Even after her death in 1944, acknowledgement of her work was further delayed by her desire to keep her artwork hidden. Her will requested they be kept away from the public eye for 20 years upon her death, claiming the world wasn’t yet capable of understanding them. When that time was up, her family had trouble finding a venue that would show them, until 1986, when the Los Angeles Museum of Art included her work in their exhibit “The Spiritual in Art: Abstract Painting, 1890-1985.”
It took 42 years for Kilnt’s work to be appreciated in person, but she maintains a following of skeptics that push against crowning her the mother of abstraction. Although Klint and Kandinsky share a similar spiritual connection to art, her spiritual outlook has tainted her reputation in the art world.
Klint said spiritual forces were directing her hand, as if a conduit for higher powers, and it was this spiritualistic outlook that prevented her inclusion in the Museum of Modern Art exhibition, “Inventing Abstraction 1910-1925,” which ran from 2012–2013, despite her pieces being clear abstract paintings.
The exhibit’s curator, Masha Chlenova, told Artsy that inclusion in the exhibit required the artist to “formulate their practice as a conscious rejection of any reference to the outside world.” Klint’s claim of mystical intervention invalidated her work, but others argue that her approach and spiritual perception shouldn’t shut her out.
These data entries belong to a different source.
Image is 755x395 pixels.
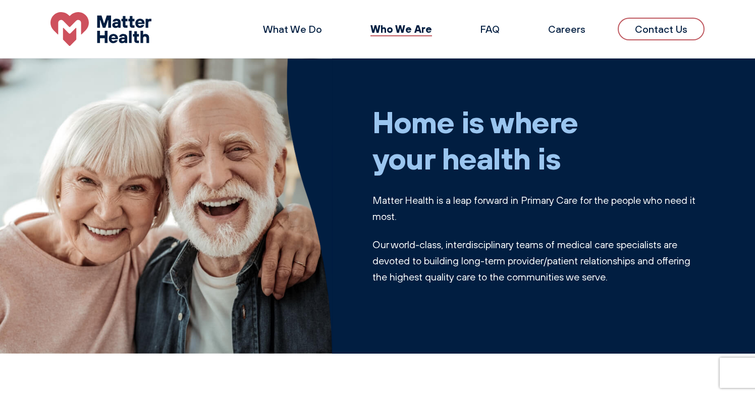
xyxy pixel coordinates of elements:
a: Careers [548,23,585,35]
p: Our world-class, interdisciplinary teams of medical care specialists are devoted to building long... [372,237,705,285]
a: Who We Are [370,22,432,35]
h1: Home is where your health is [372,103,705,176]
a: FAQ [481,23,500,35]
a: What We Do [263,23,322,35]
a: Contact Us [618,18,705,40]
p: Matter Health is a leap forward in Primary Care for the people who need it most. [372,192,705,225]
Los Angeles curator Maurice Tuchman told The New York Times, “‘Spiritual’ is still a very dirty word in the art world.” It’s a misunderstood and intolerable concept that requires time to overcome, yet Klint’s spiritual journey isn’t that far off from Kandinsky’s or his theories of the abstract in “Concerning the Spiritual in Art.”
Kandinsky makes a clear distinction between the external and internal, associating religion, science and morality with crutches. To Kandinsky, these things have no connection to the soul or one’s spiritual awakening, and once pulled out from under man will prompt him to let go of the external and look inward. He emphasizes the importance of man turning his attention within himself, to the internal truth. “Literature, music and art are the first and most sensitive spheres in which this spiritual revolution makes itself felt,” he said.
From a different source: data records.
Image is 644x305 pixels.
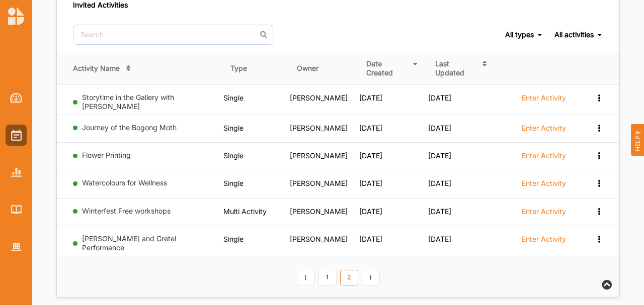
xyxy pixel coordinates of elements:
[223,94,243,102] span: Single
[290,94,348,102] span: [PERSON_NAME]
[82,93,174,111] a: Storytime in the Gallery with [PERSON_NAME]
[290,235,348,243] span: [PERSON_NAME]
[73,24,273,45] input: Search
[5,162,27,183] a: Reports
[10,93,23,103] img: Dashboard
[223,52,290,85] th: Type
[359,123,382,132] span: [DATE]
[522,207,566,216] label: Enter Activity
[223,235,243,243] span: Single
[5,236,27,258] a: Organisation
[290,207,348,216] span: [PERSON_NAME]
[223,207,267,216] span: Multi Activity
[522,151,566,160] label: Enter Activity
[11,168,22,177] img: Reports
[435,59,477,77] div: Last Updated
[522,235,566,244] label: Enter Activity
[82,234,176,252] a: [PERSON_NAME] and Gretel Performance
[522,94,566,103] label: Enter Activity
[428,151,451,160] span: [DATE]
[340,270,358,286] a: 2
[73,1,128,10] div: Invited Activities
[223,151,243,160] span: Single
[555,30,594,39] div: All activities
[319,270,337,286] a: 1
[290,179,348,187] span: [PERSON_NAME]
[5,125,27,146] a: Activities
[11,130,22,141] img: Activities
[82,123,177,131] a: Journey of the Bogong Moth
[5,199,27,220] a: Library
[366,59,407,77] div: Date Created
[359,151,382,160] span: [DATE]
[522,123,566,133] label: Enter Activity
[362,270,380,286] a: Next item
[290,123,348,132] span: [PERSON_NAME]
[428,94,451,102] span: [DATE]
[428,207,451,216] span: [DATE]
[223,179,243,187] span: Single
[8,7,24,25] img: logo
[522,151,566,166] a: Enter Activity
[505,30,534,39] div: All types
[73,64,120,73] div: Activity Name
[5,87,27,109] a: Dashboard
[295,268,381,286] div: Pagination Navigation
[522,207,566,222] a: Enter Activity
[522,93,566,108] a: Enter Activity
[522,178,566,194] a: Enter Activity
[428,179,451,187] span: [DATE]
[359,94,382,102] span: [DATE]
[82,207,170,215] a: Winterfest Free workshops
[297,270,315,286] a: Previous item
[359,207,382,216] span: [DATE]
[11,205,22,213] img: Library
[522,179,566,188] label: Enter Activity
[428,235,451,243] span: [DATE]
[359,179,382,187] span: [DATE]
[359,235,382,243] span: [DATE]
[223,123,243,132] span: Single
[522,234,566,250] a: Enter Activity
[290,52,359,85] th: Owner
[428,123,451,132] span: [DATE]
[11,243,22,251] img: Organisation
[82,151,131,159] a: Flower Printing
[290,151,348,160] span: [PERSON_NAME]
[82,178,167,187] a: Watercolours for Wellness
[522,123,566,138] a: Enter Activity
Although Kandinsky didn’t associate his idea of spiritualism with another realm or acted as a spiritual channel between the natural and supernatural, like Klint, he understood the power and necessity of spiritualism. They both believed that something detached from the materialist world was involved in creating abstractionism, and as Kandinsky explains in his book, one of the mystical elements of creating art is a call inside every artist, yearning for expression.
Klint expressed this yearning and inner power in one of her journals. “The pictures were painted directly through me, without any preliminary drawings, and with great force,” she wrote. “I had no idea what the paintings were supposed to depict; nevertheless, I worked swiftly and surely, without changing a single brush stroke.”
The artist’s deep spiritual connection and inner visions, which can be argued as her internal truth, inspired revolutionary works that many perceive as a visionary journey of faith but are undoubtedly abstract.
Although Kandinsky was also inspired by religious and spiritual philosophies, what sets these artists apart and why some circles refuse to embrace Klint into the fold of abstractionism was her involvement in an occult.
Despite the controversy, the Guggenheim Museum recognizes Klint’s work as a detachment from the physical world or any form of representation. According to the museum, “It was years before Vasily Kandinsky, Kazimir Malevich, Piet Mondrian, and others would take similar strides to rid their own artwork of representational content.”